My phone dinged while I was starting up my computer. I looked over, hoping Henry had had a change of heart and was texting me the name of the murderer.
On my screen was a photo of some park or green space. The message was from a number I didn’t recognize. I touched the photo to make it bigger.
It was the park where I walked Squatter, but from high up, like it was taken from a nearby roof or upper story. In the distance, a person was crouching down. I zoomed in. The person, squatting to adjust a little dog’s leash, was Noah.
A text bubble popped up. Nice family. Then another photo. The park was a blur of green in the background. In the foreground, in sharp focus, was the black barrel of a rifle resting on a windowsill.
I nearly vomited on my desk.
Then I took a breath and forced myself to think. What were my options? Text Noah to get out of there? No. Short of a trapdoor in the grass, he couldn’t get out of range in time. And what if he looked around and this sniper realized I’d warned him?
Call the cops? Which ones could I trust? And they’d take too long anyway.
Buy time.
I wrote back, Who is this?
We have a proposition.
Ok.
After a second, an address came through. Then, Come talk.
I answered, If you keep sending pix. Need to know he’s ok.
If u bring cops/anyone, the response said, he dies.
I got up to leave, then sat back down to scribble a note. If I didn’t get out of this, I was at least going to leave some evidence. I wrote the address down. Then, “If I’m killed, cartel did it, Jackson innocent of Karl, call Garrett Cardozo,” and his number. Then I folded it up, hid it under my keyboard—I didn’t want anyone finding it and coming after me while Noah was still in danger—and left.
The address was in a rougher part of town. Compared to any big city it was nothing, but to us it was the rough side of the Black neighborhood. At every stop sign, I checked my phone. Two more photos of Noah came through.
The house was small and run-down, but someone had kept it neat. Trimmed grass, faded curtains. I parked, ran across the street and up the porch steps, and knocked. Nobody answered. I heard nothing from inside.
A text pinged: Back door.
I looked around. A few cars were parked on the street. It was a sunny morning. Palm trees bent over the gray roof of the shotgun shack next door. If I walked around to the back, I might get invited inside and shot in the head. A proposition could be discussed on the front porch.
I wrote back, Talk out front?
The answer came. Two photos. Noah sitting on a bench with Squatter asleep on his lap. Then the windowsill, with a long, brass-colored bullet sitting on it.
Then a word: Hollowpoint.
The kind of bullet that expanded, or exploded, inside the victim. Maximum lethality.
I answered, Going around back now.
I went down the steps. When I got to the walkway, a thought stopped me: They must know Noah and Jackson were friends.
To buy a second to think, I crouched down and took off my shoe, pretending I felt a rock in it. I knocked it on the cracked cement.
They might think Jackson had told him something, or even that I had. Once Noah had served his purpose by getting me to this house, why would they let him go? What reason did I have to trust them?
I put my shoe back on and stood up. As I walked around the corner of the house and down the side, Ruiz came to mind. He was the law; he had resources. He was a father and a good man. I scrolled back to the first photos of Noah and the rifle and sent them to him. My son in danger, I wrote. Be discreet please! Where would sniper be if this view of park?
I didn’t even know if Ruiz was up yet. I stopped for a second, closed my eyes, and prayed to the only being I ever prayed to: Elise. The prayer was two words long: Save him. Save him.
Then I went around to the back of the house. This side was lower than the front, a half basement. The door was slightly ajar. I knocked. It swung open.
At the far end of the room, Terri was standing with her hands up. When she saw me, she yelled, “Run! Just go!”
A deep male voice said, as relaxed as if this were a social engagement, “No, please, come in.”
His voice was familiar. I said, “Morning,” pushed the door the rest of the way open, and stepped inside.
Tony Rosa was holding Terri at gunpoint from about four feet away. In an armchair to the right, Collin Porter sat with one leg crossed over the other, smoking a cigarette.
“Morning, Leland,” he said. “Thank you for joining us. I know you and Tony already know one another, and I took the liberty of inviting your friend along too.”
“You can let her go,” I said, walking over. “If you’ve got a proposition for me, she doesn’t need to hear it.”
He chuckled. “Let her go,” he said, almost to himself, and chuckled again.
Tony said, “Don’t be a fucking idiot, Leland.”
Porter reached into his blazer, and I flinched, expecting a gun. His hand came back out with a pack of cigarettes. He lit one off his own and offered it to me. As I leaned over to take it, a dark shape on the floor behind his chair caught my eye. Terri’s dog. A pool of blood. I thought I saw Buster’s chest rise and fall, just a bit, but he’d clearly been taken down for the count.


Output every entry below exactly, without its pictures.
[EXERCISE INPUT — start]
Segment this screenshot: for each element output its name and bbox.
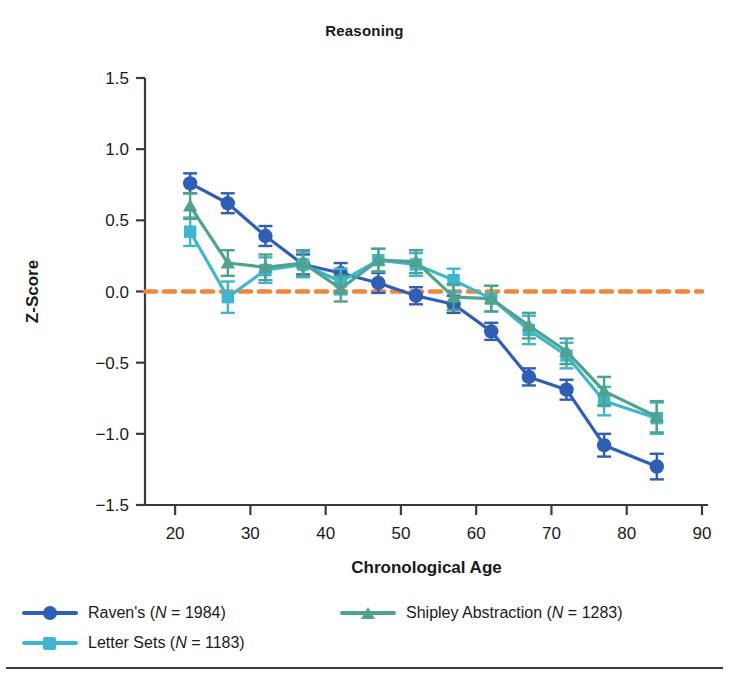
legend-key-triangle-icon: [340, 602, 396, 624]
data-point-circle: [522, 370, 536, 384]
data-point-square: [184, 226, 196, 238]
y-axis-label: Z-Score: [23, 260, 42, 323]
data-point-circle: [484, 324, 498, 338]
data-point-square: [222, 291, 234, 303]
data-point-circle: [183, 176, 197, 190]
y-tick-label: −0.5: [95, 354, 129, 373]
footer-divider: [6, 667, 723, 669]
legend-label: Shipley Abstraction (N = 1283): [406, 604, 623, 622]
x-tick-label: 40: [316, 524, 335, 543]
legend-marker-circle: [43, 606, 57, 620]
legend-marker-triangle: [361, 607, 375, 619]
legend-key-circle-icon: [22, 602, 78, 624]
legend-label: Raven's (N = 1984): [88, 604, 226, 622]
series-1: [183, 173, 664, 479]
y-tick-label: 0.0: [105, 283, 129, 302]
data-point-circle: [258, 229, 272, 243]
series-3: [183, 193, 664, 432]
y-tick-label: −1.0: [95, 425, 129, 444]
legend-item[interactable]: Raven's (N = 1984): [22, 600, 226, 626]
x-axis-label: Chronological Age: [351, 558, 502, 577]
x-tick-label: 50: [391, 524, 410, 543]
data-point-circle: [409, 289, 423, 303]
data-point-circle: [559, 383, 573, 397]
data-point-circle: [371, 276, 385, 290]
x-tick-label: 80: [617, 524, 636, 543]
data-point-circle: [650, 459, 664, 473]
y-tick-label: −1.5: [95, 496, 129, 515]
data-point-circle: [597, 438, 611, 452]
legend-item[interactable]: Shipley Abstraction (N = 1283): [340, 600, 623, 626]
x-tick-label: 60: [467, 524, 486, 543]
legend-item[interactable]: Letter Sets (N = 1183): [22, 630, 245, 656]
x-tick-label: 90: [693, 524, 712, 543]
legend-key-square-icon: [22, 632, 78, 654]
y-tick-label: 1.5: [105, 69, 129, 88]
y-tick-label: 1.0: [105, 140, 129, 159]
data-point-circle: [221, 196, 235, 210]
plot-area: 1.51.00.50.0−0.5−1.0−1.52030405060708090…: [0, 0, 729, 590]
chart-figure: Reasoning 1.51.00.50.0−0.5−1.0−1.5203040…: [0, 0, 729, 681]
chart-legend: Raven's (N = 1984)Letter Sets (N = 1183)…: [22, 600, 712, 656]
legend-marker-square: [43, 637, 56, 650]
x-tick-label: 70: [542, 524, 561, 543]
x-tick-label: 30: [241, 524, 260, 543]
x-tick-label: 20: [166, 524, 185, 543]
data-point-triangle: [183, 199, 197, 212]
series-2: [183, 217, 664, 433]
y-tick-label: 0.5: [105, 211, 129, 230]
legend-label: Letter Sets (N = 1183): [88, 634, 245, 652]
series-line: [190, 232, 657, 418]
[EXERCISE INPUT — finish]
ANSWER TO THIS EXERCISE:
Segment this screenshot: for each element output its name and bbox.
legend-key-triangle-icon: [340, 602, 396, 624]
data-point-circle: [522, 370, 536, 384]
data-point-square: [184, 226, 196, 238]
y-axis-label: Z-Score: [23, 260, 42, 323]
data-point-circle: [484, 324, 498, 338]
data-point-square: [222, 291, 234, 303]
data-point-circle: [183, 176, 197, 190]
y-tick-label: −0.5: [95, 354, 129, 373]
footer-divider: [6, 667, 723, 669]
legend-label: Shipley Abstraction (N = 1283): [406, 604, 623, 622]
x-tick-label: 40: [316, 524, 335, 543]
legend-marker-circle: [43, 606, 57, 620]
legend-marker-triangle: [361, 607, 375, 619]
legend-key-circle-icon: [22, 602, 78, 624]
legend-label: Raven's (N = 1984): [88, 604, 226, 622]
series-1: [183, 173, 664, 479]
y-tick-label: 0.0: [105, 283, 129, 302]
data-point-circle: [258, 229, 272, 243]
series-3: [183, 193, 664, 432]
y-tick-label: −1.0: [95, 425, 129, 444]
legend-item[interactable]: Raven's (N = 1984): [22, 600, 226, 626]
x-axis-label: Chronological Age: [351, 558, 502, 577]
x-tick-label: 50: [391, 524, 410, 543]
data-point-circle: [409, 289, 423, 303]
data-point-circle: [559, 383, 573, 397]
data-point-circle: [371, 276, 385, 290]
x-tick-label: 80: [617, 524, 636, 543]
data-point-circle: [650, 459, 664, 473]
y-tick-label: −1.5: [95, 496, 129, 515]
data-point-circle: [597, 438, 611, 452]
legend-item[interactable]: Shipley Abstraction (N = 1283): [340, 600, 623, 626]
x-tick-label: 60: [467, 524, 486, 543]
legend-item[interactable]: Letter Sets (N = 1183): [22, 630, 245, 656]
x-tick-label: 90: [693, 524, 712, 543]
legend-key-square-icon: [22, 632, 78, 654]
y-tick-label: 1.5: [105, 69, 129, 88]
y-tick-label: 1.0: [105, 140, 129, 159]
data-point-circle: [221, 196, 235, 210]
plot-area: 1.51.00.50.0−0.5−1.0−1.52030405060708090…: [0, 0, 729, 590]
chart-figure: Reasoning 1.51.00.50.0−0.5−1.0−1.5203040…: [0, 0, 729, 681]
chart-legend: Raven's (N = 1984)Letter Sets (N = 1183)…: [22, 600, 712, 656]
legend-marker-square: [43, 637, 56, 650]
x-tick-label: 70: [542, 524, 561, 543]
x-tick-label: 30: [241, 524, 260, 543]
x-tick-label: 20: [166, 524, 185, 543]
data-point-triangle: [183, 199, 197, 212]
series-2: [183, 217, 664, 433]
y-tick-label: 0.5: [105, 211, 129, 230]
legend-label: Letter Sets (N = 1183): [88, 634, 245, 652]
series-line: [190, 232, 657, 418]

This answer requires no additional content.